The Plot Thickens
September 15, 2011 by Ted Leavengood · 2 Comments
Major League Baseball has often been charged with a lack of competitive balance serious enough to make pennant races predictable. It was as if the plot lines driving each season were as formulaic as a bad Hollywood script. After reading the first few pages, you could tell the winners and losers without breaking a sweat. And yes the Yankees have the best record in the American League and the Phillies are the overall winners in the NL. Who could have seen that coming?
Swimming against that tide have been excellent plot lines like the ”last to first” tag. When Jim Leyland led the 2006 Detroit Tigers to the World Series, he pioneered the concept. Those Tigers had risen from historic futility–a .265 winning percentage in 2003–to the top of the American League in a scant three seasons. This year we have the Arizona Diamondbacks who failed badly in 2010 but lead the NL West and have to be the most unlikely team to make the October playoffs looming on the horizon.
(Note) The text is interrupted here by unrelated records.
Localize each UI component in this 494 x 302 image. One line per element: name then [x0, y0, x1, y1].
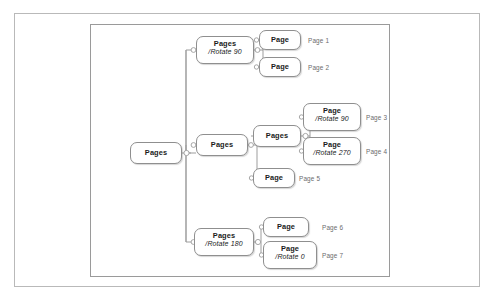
node-pages-sub[interactable]: Pages — [253, 125, 301, 147]
node-label: Page — [271, 63, 289, 71]
node-sublabel: /Rotate 90 — [304, 115, 360, 123]
node-pages-mid[interactable]: Pages — [196, 134, 248, 156]
node-sublabel: /Rotate 0 — [264, 253, 316, 261]
node-label: Page — [277, 223, 295, 231]
node-label: Pages — [145, 149, 167, 157]
node-page-6[interactable]: Page — [263, 217, 309, 237]
node-page-1[interactable]: Page — [259, 30, 301, 50]
node-label: Page — [264, 245, 316, 253]
node-page-5[interactable]: Page — [253, 168, 295, 188]
node-label: Page — [304, 107, 360, 115]
node-sublabel: /Rotate 270 — [304, 149, 360, 157]
diagram-canvas: Pages Pages /Rotate 90 Pages Pages /Rota… — [0, 0, 494, 302]
node-page-rotate-90[interactable]: Page /Rotate 90 — [303, 103, 361, 131]
node-root[interactable]: Pages — [130, 142, 182, 164]
node-pages-rotate-180[interactable]: Pages /Rotate 180 — [194, 228, 254, 256]
node-label: Page — [265, 174, 283, 182]
caption-page-6: Page 6 — [322, 224, 343, 231]
caption-page-7: Page 7 — [322, 252, 343, 259]
node-label: Page — [271, 36, 289, 44]
node-sublabel: /Rotate 90 — [197, 48, 253, 56]
node-label: Pages — [195, 232, 253, 240]
node-page-rotate-0[interactable]: Page /Rotate 0 — [263, 241, 317, 269]
node-page-rotate-270[interactable]: Page /Rotate 270 — [303, 137, 361, 165]
caption-page-2: Page 2 — [308, 64, 329, 71]
node-page-2[interactable]: Page — [259, 57, 301, 77]
node-sublabel: /Rotate 180 — [195, 240, 253, 248]
node-label: Page — [304, 141, 360, 149]
node-pages-rotate-90[interactable]: Pages /Rotate 90 — [196, 36, 254, 64]
node-label: Pages — [211, 141, 233, 149]
node-label: Pages — [266, 132, 288, 140]
caption-page-3: Page 3 — [366, 114, 387, 121]
caption-page-4: Page 4 — [366, 148, 387, 155]
caption-page-1: Page 1 — [308, 37, 329, 44]
caption-page-5: Page 5 — [299, 175, 320, 182]
node-label: Pages — [197, 40, 253, 48]
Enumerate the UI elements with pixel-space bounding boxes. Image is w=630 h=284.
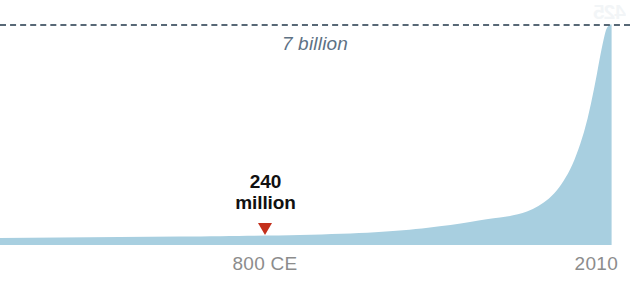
callout-240-million: 240 million	[183, 172, 348, 213]
axis-tick-2010: 2010	[575, 253, 618, 275]
callout-unit: million	[183, 193, 348, 214]
population-growth-chart: 425 7 billion 240 million 800 CE 2010	[0, 0, 630, 284]
callout-value: 240	[250, 171, 281, 192]
axis-tick-800-ce: 800 CE	[0, 253, 530, 275]
reference-line-label: 7 billion	[0, 33, 630, 55]
reference-line-7-billion	[0, 24, 630, 26]
callout-down-triangle-icon	[258, 223, 272, 235]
The Arizona Diamondbacks have done all of the right things quietly. Their August trade for Aaron Hill did not so much ignite the team as fan the flame. He was traded to Arizona on August 23rd. Since then, the team has won 17 and lost only 3. It is a sizzling pace and the best in baseball for that span of games. Peaking at the right time?
The Diamondbacks went from being a good team giving the San Francisco Giants a run for their money in early August to a dead lock cinch to win the NL West with an 8.5 game lead as of this morning. Faced with the daunting challenge of Stephen Drew out for the season and Kelly Johnson having a miserable year at the plate, GM Josh Byrnes dealt for Hill and some how it has clicked.
Hill has thrived with his new team and his presence coincides with the remarkable turnaround. He has hit .318 since the trade, slugged .482, provided important punch at the top of the order, and played a very steady second base. Maybe it is the return to his roots in the southwest, or just that he is healthy again, but he has turned around his season as well as that of the Diamondbacks.
In recent years, the Tampa Bay Rays have been the perennial dragon slayers, competing successfully against the Yankees and Red Sox in the best division in baseball. Their recent winning streak was the only thing that even remotely smelled like pennant fever and they are still four full games back for the American League Wild Card slot. Could they beat the Red Sox coming down the wire and upstage Arizona? Yes, but it will take a lot of things going their way in the last weeks.
If the Rays falter, that leaves Arizona standing alone wearing the mantle of dark horse. It is one they have earned the old fashioned way. They have been wandering in the desert for the past two seasons. They dropped to a .401 winning percentage in 2010–the third worst record in baseball. In June of that year, with the major league club playing dismally, they compounded their problems by being unable to sign first round draft pick Barrett Loux because he failed his physical.
But the makeover has been complete. This year they used a compensation pick for Loux to take two of the best pitching talents, Trevor Bauer and Archie Bradley, in June, 2011. Bauer was chosen third overall and is thought to be an advanced prospect who could be pitching in the majors next June. Bradley is one of the best high school pitchers to come along in several years, but it is Bauer who could join Ian Kennedy at the top of the rotation in 2012 and provide Arizona with their best one-two combination since Randy Johnson and Curt Schilling.
There really is no need to project next year’s team. The 2011 Diamondbacks are perfectly good as they stand. Ian Kennedy is one of the best best young pitchers in the NL and with Dan Hudson they give the team plenty of top-of-the-rotation magic already. Hudson is 24 and Kennedy 26. Can they compete with Cliff Lee and Roy Halladay? I doubt the odds will favor them in a head-to-head matchup, but they will still play the games.
The Diamondbacks offense has been as good as anyone’s in the NL. Justin Upton is having a huge year. Upton broke out in 2009, but slumped last year. This season he is one of the top offensive players not named Pujols or Matt Kemp. He has reached the 30 home run mark and has 21 steals. He will end up with close to 100 runs batted in. Miguel Montero bats in the cleanup spot and while he does not instill fear as a Pujols, Ryan Howard, or Prince Fielder would, he has produced in the clutch with 81 RBI.
It may just be that the balls are dropping for the Diamondbacks. They may plummet to earth at the end of September and be gone from the playoffs as quickly as the summer heat. But they have a manager named Kirk Gibson and there is no one who exudes playoff drama like Gibson. So I am going to be watching them, waiting to see if this is the year.
Regardless how they do in October, this looks like a team that could be around for the long term. I like a rotation of Kennedy, Hudson and Bauer next September. And with a manager like Kirk Gibson, there is that sense of excitement lurking just around the corner. That’s the way the best plots unfold, with bold but unlikely heroes. Baseball has never tired of those guys. I am betting there are a few more waiting in the wings this October.
Don’t forget Jarrod Parker, whose upside is probably higher than that of Kennedy or Hudson.
I think Bauer will be better than Parker and it won’t even be close. I know the “prospect” evaluators are high on Parker, but this idea of “upside” is oversold. Parker is 23; he doesn’t have eye-popping minor league stats–K’s per inning, Ks/BBs; and I really don’t understand why he is going to be that much better than a proven winner like Kennedy whose ERA in the majors is better than anything Parker has posted in the frigging minors. Dan Hudson is only slightly older than Parker, made his way through the minors more quickly and his minor league stats kick sand in Parker’s like he is the proverbial 98-pound weakling. If Parker makes the major league rotation and holds down the third or fourth spot in what is stacking up as a very fine staff, he will be doing just fine.